Forbes contributor TerDawn DeBoe’s recent coverage makes plain what every Main Street employer already feels: artificial intelligence is moving from novelty to necessity in hiring, and small businesses that ignore it will fall behind. The new tools can automate resume sifting, surface qualified candidates, and shave days off hiring cycles, but those gains come with real hazard—algorithmic bias, opaque scoring, and the flood of artificially optimized applicants that game the machines.
For owners who built their businesses the old-fashioned way, AI offers a clear upside: speed and scale without hiring a corporate HR army, leveling the playing field against deep-pocketed competitors who once monopolized recruiting pipelines. Used correctly, these tools let a two-person shop find the same talent pools that used to require a large recruiting budget, giving local businesses a fighting chance in a tight labor market.
But efficiency cannot be an excuse for abdication. Algorithmic decisions are not neutral—underlying data and model choices can bake in discrimination or screen out perfectly legitimate candidates whose resumes aren’t tailored to the right keywords. Small employers must demand transparent audits and simple human checkpoints so that hiring stays fair and accountable rather than outsourced to a black box that serializes bias.
Practical prudence wins here: start small, pilot one vetted tool for a single role for 30 to 90 days, and measure hard outcomes like time-to-hire, retention, and new-hire productivity before you scale. Keep final hiring authority with humans, require vendors to show how models were trained, and insist on the ability to appeal or review automated rejections—this is how Main Street protects itself while capturing the upside of innovation.
Conservative leaders should also push back against alarmist claims that AI must mean mass layoffs; evidence shows many small firms are using AI to augment staff and stay competitive rather than to slash payrolls wholesale. Blended teams—Americans doing the judgment work aided by smart tools—are the patriotic, practical path to preserving good jobs and keeping know-how local instead of sending it to faraway contractors.
The mandate for business owners is straightforward: adopt the technology that helps you serve customers and grow jobs, but do it with skepticism and safeguards. Demand transparency from vendors, keep human judgment at the center of hiring, and resist one-size-fits-all mandates from bureaucrats or Big Tech platforms that would strip Main Street of its independence. That combination of innovation and vigilance will keep American businesses strong and workers secure as 2026 unfolds.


WHAT YOU WILL DO
Retype the entries. Match them exactly.

STORED DATA
▶

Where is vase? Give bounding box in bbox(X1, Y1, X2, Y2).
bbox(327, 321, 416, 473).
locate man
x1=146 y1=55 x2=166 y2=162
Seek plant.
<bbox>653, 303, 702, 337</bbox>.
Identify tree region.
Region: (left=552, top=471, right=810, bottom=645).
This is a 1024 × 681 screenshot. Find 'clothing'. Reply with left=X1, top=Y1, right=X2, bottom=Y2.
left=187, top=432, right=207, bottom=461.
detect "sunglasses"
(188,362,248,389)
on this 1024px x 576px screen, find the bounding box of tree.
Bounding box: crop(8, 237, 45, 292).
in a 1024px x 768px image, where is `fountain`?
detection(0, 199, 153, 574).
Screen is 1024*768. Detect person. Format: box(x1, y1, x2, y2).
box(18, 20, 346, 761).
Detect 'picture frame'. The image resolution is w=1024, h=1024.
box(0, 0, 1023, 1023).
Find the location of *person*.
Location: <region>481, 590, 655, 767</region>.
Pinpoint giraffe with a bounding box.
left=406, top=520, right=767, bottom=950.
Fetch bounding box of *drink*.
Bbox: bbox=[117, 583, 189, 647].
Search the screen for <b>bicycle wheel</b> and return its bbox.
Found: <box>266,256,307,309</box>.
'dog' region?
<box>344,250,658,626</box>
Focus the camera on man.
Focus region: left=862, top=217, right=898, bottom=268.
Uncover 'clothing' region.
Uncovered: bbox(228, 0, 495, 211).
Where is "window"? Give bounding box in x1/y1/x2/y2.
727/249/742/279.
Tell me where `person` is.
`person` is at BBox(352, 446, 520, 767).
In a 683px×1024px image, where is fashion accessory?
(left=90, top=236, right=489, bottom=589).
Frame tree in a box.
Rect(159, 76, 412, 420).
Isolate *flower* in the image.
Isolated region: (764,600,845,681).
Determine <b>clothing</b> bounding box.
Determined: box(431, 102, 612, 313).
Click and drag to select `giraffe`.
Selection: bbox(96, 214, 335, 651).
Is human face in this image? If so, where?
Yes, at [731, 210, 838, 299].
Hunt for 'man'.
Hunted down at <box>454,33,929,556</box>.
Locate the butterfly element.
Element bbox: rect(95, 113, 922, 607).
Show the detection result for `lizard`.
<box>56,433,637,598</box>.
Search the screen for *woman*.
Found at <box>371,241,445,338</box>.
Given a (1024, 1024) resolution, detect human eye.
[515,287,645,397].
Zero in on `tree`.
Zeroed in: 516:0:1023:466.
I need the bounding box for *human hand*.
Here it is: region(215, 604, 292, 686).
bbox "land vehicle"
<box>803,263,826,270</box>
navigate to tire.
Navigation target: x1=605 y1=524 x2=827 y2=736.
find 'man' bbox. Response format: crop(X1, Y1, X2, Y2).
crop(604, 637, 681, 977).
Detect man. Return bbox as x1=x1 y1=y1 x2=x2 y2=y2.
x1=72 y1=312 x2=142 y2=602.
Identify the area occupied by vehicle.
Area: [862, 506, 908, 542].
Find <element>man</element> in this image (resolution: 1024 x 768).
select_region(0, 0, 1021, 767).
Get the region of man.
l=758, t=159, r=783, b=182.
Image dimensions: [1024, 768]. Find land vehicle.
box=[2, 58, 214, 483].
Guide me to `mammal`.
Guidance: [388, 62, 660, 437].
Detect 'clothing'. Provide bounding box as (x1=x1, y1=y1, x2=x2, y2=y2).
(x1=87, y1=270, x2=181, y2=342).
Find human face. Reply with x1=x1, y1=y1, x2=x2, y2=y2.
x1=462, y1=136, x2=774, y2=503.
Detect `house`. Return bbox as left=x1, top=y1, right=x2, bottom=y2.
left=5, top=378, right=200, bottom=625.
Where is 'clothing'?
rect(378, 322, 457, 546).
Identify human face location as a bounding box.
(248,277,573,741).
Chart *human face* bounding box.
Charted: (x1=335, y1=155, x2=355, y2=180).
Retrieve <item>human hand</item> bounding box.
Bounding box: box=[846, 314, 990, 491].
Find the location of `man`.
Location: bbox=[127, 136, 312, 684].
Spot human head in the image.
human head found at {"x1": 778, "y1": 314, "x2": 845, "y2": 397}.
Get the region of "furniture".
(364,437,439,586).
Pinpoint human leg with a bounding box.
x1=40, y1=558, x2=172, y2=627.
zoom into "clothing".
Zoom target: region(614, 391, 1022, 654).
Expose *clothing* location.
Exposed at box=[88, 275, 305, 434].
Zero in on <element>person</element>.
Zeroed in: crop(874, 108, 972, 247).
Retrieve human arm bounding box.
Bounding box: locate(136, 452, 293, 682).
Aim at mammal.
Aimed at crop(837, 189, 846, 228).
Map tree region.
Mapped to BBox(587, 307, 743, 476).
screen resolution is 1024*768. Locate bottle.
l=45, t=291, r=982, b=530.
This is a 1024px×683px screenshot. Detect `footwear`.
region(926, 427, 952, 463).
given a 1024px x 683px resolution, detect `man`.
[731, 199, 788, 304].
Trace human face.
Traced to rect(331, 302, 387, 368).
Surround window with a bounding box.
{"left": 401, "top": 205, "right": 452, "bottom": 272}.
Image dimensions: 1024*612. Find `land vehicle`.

◀

REPLY
Where is vase? Give bounding box in bbox(X1, Y1, X2, Y2).
bbox(327, 321, 416, 473).
locate man
x1=146 y1=55 x2=166 y2=162
Seek plant.
<bbox>653, 303, 702, 337</bbox>.
Identify tree region.
Region: (left=552, top=471, right=810, bottom=645).
This is a 1024 × 681 screenshot. Find 'clothing'. Reply with left=X1, top=Y1, right=X2, bottom=Y2.
left=187, top=432, right=207, bottom=461.
detect "sunglasses"
(188,362,248,389)
on this 1024px x 576px screen, find the bounding box of tree.
Bounding box: crop(8, 237, 45, 292).
in a 1024px x 768px image, where is `fountain`?
detection(0, 199, 153, 574).
Screen is 1024*768. Detect person. Format: box(x1, y1, x2, y2).
box(18, 20, 346, 761).
Detect 'picture frame'. The image resolution is w=1024, h=1024.
box(0, 0, 1023, 1023).
Find the location of *person*.
Location: <region>481, 590, 655, 767</region>.
Pinpoint giraffe with a bounding box.
left=406, top=520, right=767, bottom=950.
Fetch bounding box of *drink*.
Bbox: bbox=[117, 583, 189, 647].
Search the screen for <b>bicycle wheel</b> and return its bbox.
Found: <box>266,256,307,309</box>.
'dog' region?
<box>344,250,658,626</box>
Focus the camera on man.
Focus region: left=862, top=217, right=898, bottom=268.
Uncover 'clothing' region.
Uncovered: bbox(228, 0, 495, 211).
Where is "window"? Give bounding box in x1/y1/x2/y2.
727/249/742/279.
Tell me where `person` is.
`person` is at BBox(352, 446, 520, 767).
In a 683px×1024px image, where is fashion accessory?
(left=90, top=236, right=489, bottom=589).
Frame tree in a box.
Rect(159, 76, 412, 420).
Isolate *flower* in the image.
Isolated region: (764,600,845,681).
Determine <b>clothing</b> bounding box.
Determined: box(431, 102, 612, 313).
Click and drag to select `giraffe`.
Selection: bbox(96, 214, 335, 651).
Is human face in this image? If so, where?
Yes, at [731, 210, 838, 299].
Hunt for 'man'.
Hunted down at <box>454,33,929,556</box>.
Locate the butterfly element.
Element bbox: rect(95, 113, 922, 607).
Show the detection result for `lizard`.
<box>56,433,637,598</box>.
Search the screen for *woman*.
Found at <box>371,241,445,338</box>.
Given a (1024, 1024) resolution, detect human eye.
[515,287,645,397].
Zero in on `tree`.
Zeroed in: 516:0:1023:466.
I need the bounding box for *human hand*.
Here it is: region(215, 604, 292, 686).
bbox "land vehicle"
<box>803,263,826,270</box>
navigate to tire.
Navigation target: x1=605 y1=524 x2=827 y2=736.
find 'man' bbox. Response format: crop(X1, Y1, X2, Y2).
crop(604, 637, 681, 977).
Detect man. Return bbox as x1=x1 y1=y1 x2=x2 y2=y2.
x1=72 y1=312 x2=142 y2=602.
Identify the area occupied by vehicle.
Area: [862, 506, 908, 542].
Find <element>man</element> in this image (resolution: 1024 x 768).
select_region(0, 0, 1021, 767).
Get the region of man.
l=758, t=159, r=783, b=182.
Image dimensions: [1024, 768]. Find land vehicle.
box=[2, 58, 214, 483].
Guide me to `mammal`.
Guidance: [388, 62, 660, 437].
Detect 'clothing'. Provide bounding box as (x1=x1, y1=y1, x2=x2, y2=y2).
(x1=87, y1=270, x2=181, y2=342).
Find human face. Reply with x1=x1, y1=y1, x2=x2, y2=y2.
x1=462, y1=136, x2=774, y2=503.
Detect `house`. Return bbox as left=x1, top=y1, right=x2, bottom=y2.
left=5, top=378, right=200, bottom=625.
Where is 'clothing'?
rect(378, 322, 457, 546).
Identify human face location as a bounding box.
(248,277,573,741).
Chart *human face* bounding box.
Charted: (x1=335, y1=155, x2=355, y2=180).
Retrieve <item>human hand</item> bounding box.
Bounding box: box=[846, 314, 990, 491].
Find the location of `man`.
Location: bbox=[127, 136, 312, 684].
Spot human head in the image.
human head found at {"x1": 778, "y1": 314, "x2": 845, "y2": 397}.
Get the region of "furniture".
(364,437,439,586).
Pinpoint human leg with a bounding box.
x1=40, y1=558, x2=172, y2=627.
zoom into "clothing".
Zoom target: region(614, 391, 1022, 654).
Expose *clothing* location.
Exposed at box=[88, 275, 305, 434].
Zero in on <element>person</element>.
Zeroed in: crop(874, 108, 972, 247).
Retrieve human arm bounding box.
Bounding box: locate(136, 452, 293, 682).
Aim at mammal.
Aimed at crop(837, 189, 846, 228).
Map tree region.
Mapped to BBox(587, 307, 743, 476).
screen resolution is 1024*768. Locate bottle.
l=45, t=291, r=982, b=530.
This is a 1024px×683px screenshot. Detect `footwear`.
region(926, 427, 952, 463).
given a 1024px x 683px resolution, detect `man`.
[731, 199, 788, 304].
Trace human face.
Traced to rect(331, 302, 387, 368).
Surround window with a bounding box.
{"left": 401, "top": 205, "right": 452, "bottom": 272}.
Image dimensions: 1024*612. Find `land vehicle`.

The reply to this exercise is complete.